OpenAI has locked in an additional $10 billion commitment, pushing its record funding round to $120 billion. The new tranche brings fresh institutional names onto the cap table — Andreessen Horowitz, D.E. Shaw Ventures, MGX, TPG, and T. Rowe Price — and marks Microsoft joining the investment after a quiet period. Chief Financial Officer Sarah Friar confirmed the expanded round in an interview with CNBC, calling it a signal of broad-based conviction in the AI thesis.
The headline number masks a more complicated capital stack. Out of approximately $155 billion in total commitments across both the February tranche and the newly announced top-up, OpenAI has received roughly $25 billion in cash so far: $15 billion from Amazon upfront and $10 billion from SoftBank as the first leg of its $30 billion commitment. The remaining capital is structured in future tranches, GPU credits, or conditional instruments — and some of it is hostage to OpenAI hitting its own milestones.
Amazon, the largest single backer at $50 billion total, has $35 billion of that commitment tied to conditions that sources describe as including an IPO by the end of 2026. SoftBank is structuring its $30 billion as three $10 billion payments on April 1, July 1, and October 1 of this year. Nvidia's $30 billion commitment is largely in the form of dedicated GPU capacity and infrastructure credits rather than cash — a meaningful distinction when evaluating how much firepower OpenAI actually has to deploy today.
Friar pushed back on skepticism that the commitments represent phantom capital. "What I'm really pleased about is we raised money all around the ecosystem," she told CNBC. "It didn't matter where you went — people really believed in this AI revolution and they wanted to put their money to work behind it."
The spending trajectory explains why the capital stack matters. OpenAI is projecting expenditures of $17 billion in 2026, escalating to $35 billion in 2027 and $45 billion in 2028, according to documents cited by multiple outlets. The company's compute spend commitments appear in two separate investor documents with different scopes and dates: as of December, OpenAI told investors it had roughly $665 billion in estimated compute spend commitments through 2030; separately, Reuters reported in February that OpenAI was targeting around $600 billion in total compute spend through 2030. The two figures come from different documents at different times and are not directly comparable — one is a disclosed commitment figure, the other is an operational target.
The additional tranche with new institutional investors appears designed, at least in part, to broaden the shareholder base ahead of a public listing. OpenAI has said it expects an IPO in the second half of 2026, though the conditional Amazon commitment creates a direct dependency: if the offering slips past the end of this year, one of the largest checks in the round could be deferred. The company plans to nearly double its workforce from 4,500 to 8,000 by the end of 2026, according to Reuters.
OpenAI generated roughly $13.1 billion in revenue in 2025, according to CNBC, which reported the user base has grown to 900 million weekly active users. The company separately announced it will expand an existing $38 billion Amazon Web Services agreement by $100 billion over the next eight years — another indicator of how compute commitments are layered on top of equity raises.
The new investors joining the cap table represent a range of capital types. Abu Dhabi's sovereign investment fund MGX, private equity firm TPG, mutual fund T. Rowe Price, and hedge fund D.E. Shaw join venture firm Andreessen Horowitz in the tranche. Microsoft, which holds a roughly 27 percent stake in OpenAI's for-profit entity following last year's restructuring, is also participating — a signal of continued alignment between the two organizations despite the structural changes that have loosened OpenAI's exclusive dependence on Microsoft's Azure cloud, CNBC reported.
What the $120 billion figure obscures is that most of it hasn't arrived yet. The cash-on-hand positions OpenAI to fund current operations and near-term infrastructure buildout, but the conditional tranches and GPU credit structures mean the company remains dependent on hitting execution milestones — on capability development, on revenue growth, and on getting a public offering done — to unlock the full commitment stack. The round is a show of confidence. Whether it constitutes actual capital is a separate question.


INSTRUCTIONS TO FOLLOW: Select, from the data, each line where "Block" occurs.

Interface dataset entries
************

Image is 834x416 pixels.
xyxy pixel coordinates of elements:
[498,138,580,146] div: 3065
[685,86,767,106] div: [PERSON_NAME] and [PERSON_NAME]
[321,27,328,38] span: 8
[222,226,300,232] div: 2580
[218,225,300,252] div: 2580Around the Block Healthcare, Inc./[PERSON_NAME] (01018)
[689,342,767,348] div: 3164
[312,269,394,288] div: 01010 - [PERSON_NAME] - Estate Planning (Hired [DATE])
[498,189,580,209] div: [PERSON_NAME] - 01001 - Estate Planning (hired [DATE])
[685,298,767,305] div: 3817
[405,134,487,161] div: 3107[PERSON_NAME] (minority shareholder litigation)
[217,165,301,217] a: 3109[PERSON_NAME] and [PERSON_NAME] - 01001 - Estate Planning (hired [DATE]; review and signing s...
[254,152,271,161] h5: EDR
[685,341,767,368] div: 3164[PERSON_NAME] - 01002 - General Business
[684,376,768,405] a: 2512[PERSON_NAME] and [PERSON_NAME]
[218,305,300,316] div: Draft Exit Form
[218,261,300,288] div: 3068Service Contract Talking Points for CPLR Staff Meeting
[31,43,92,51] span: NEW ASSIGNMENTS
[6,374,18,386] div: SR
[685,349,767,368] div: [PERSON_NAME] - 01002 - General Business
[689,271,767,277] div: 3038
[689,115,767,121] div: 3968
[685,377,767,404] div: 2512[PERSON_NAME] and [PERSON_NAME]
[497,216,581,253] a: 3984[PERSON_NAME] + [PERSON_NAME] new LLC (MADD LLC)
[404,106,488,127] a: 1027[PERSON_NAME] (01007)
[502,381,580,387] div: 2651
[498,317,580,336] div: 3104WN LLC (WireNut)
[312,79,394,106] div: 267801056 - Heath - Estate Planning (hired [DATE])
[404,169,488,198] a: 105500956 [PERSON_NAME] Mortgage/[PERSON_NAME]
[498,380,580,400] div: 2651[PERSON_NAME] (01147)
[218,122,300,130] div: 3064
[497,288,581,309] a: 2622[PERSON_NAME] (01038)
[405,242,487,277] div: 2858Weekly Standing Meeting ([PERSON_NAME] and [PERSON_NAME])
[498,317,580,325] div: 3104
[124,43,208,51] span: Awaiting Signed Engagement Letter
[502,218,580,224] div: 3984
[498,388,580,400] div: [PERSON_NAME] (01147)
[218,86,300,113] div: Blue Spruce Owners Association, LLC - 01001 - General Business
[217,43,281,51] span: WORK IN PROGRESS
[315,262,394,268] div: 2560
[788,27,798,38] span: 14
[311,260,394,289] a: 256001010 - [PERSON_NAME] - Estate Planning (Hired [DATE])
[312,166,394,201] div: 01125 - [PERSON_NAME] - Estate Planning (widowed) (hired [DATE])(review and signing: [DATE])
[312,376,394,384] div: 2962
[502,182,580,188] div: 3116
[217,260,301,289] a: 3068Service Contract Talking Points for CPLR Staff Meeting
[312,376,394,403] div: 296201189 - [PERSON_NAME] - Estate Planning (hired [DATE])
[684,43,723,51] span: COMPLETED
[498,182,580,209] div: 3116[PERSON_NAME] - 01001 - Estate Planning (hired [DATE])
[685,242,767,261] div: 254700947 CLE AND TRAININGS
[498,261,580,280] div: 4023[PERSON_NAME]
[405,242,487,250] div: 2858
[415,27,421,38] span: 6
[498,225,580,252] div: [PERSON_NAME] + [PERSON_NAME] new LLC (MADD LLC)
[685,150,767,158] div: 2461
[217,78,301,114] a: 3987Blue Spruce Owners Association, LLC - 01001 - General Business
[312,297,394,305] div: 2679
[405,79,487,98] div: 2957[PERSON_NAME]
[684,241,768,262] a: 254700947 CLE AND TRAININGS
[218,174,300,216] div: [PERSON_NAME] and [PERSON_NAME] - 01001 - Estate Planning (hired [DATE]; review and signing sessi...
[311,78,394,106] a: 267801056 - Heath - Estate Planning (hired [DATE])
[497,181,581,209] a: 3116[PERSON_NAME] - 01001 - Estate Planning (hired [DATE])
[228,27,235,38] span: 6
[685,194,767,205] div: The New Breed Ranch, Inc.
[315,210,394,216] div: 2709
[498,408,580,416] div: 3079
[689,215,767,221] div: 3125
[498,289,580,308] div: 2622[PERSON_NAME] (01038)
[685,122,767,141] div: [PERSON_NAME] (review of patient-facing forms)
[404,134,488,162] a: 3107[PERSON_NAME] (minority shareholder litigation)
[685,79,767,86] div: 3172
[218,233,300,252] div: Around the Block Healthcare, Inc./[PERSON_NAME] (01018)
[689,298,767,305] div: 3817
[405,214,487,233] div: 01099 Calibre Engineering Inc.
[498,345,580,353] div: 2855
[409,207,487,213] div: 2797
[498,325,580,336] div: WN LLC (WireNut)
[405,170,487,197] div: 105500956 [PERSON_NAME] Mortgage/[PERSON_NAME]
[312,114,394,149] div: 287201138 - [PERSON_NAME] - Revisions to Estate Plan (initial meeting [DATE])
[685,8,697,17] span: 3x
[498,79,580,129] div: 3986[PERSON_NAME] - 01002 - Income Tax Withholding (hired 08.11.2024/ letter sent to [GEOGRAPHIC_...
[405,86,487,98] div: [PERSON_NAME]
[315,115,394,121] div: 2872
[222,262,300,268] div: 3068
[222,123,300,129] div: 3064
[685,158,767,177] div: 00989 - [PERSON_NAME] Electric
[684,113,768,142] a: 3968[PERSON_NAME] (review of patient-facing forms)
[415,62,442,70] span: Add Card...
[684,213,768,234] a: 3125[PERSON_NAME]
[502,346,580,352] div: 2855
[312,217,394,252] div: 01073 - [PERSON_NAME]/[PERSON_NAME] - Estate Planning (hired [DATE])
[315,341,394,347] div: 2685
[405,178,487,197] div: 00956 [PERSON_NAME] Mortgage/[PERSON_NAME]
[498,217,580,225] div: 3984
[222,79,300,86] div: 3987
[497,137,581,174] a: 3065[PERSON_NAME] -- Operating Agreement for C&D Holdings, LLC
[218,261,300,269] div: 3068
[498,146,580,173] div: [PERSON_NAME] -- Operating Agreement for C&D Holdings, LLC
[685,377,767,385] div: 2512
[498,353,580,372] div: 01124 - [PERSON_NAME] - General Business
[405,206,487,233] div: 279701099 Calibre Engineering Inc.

************

RESULT BELOW:
[218,225,300,252] div: 2580Around the Block Healthcare, Inc./[PERSON_NAME] (01018)
[218,233,300,252] div: Around the Block Healthcare, Inc./[PERSON_NAME] (01018)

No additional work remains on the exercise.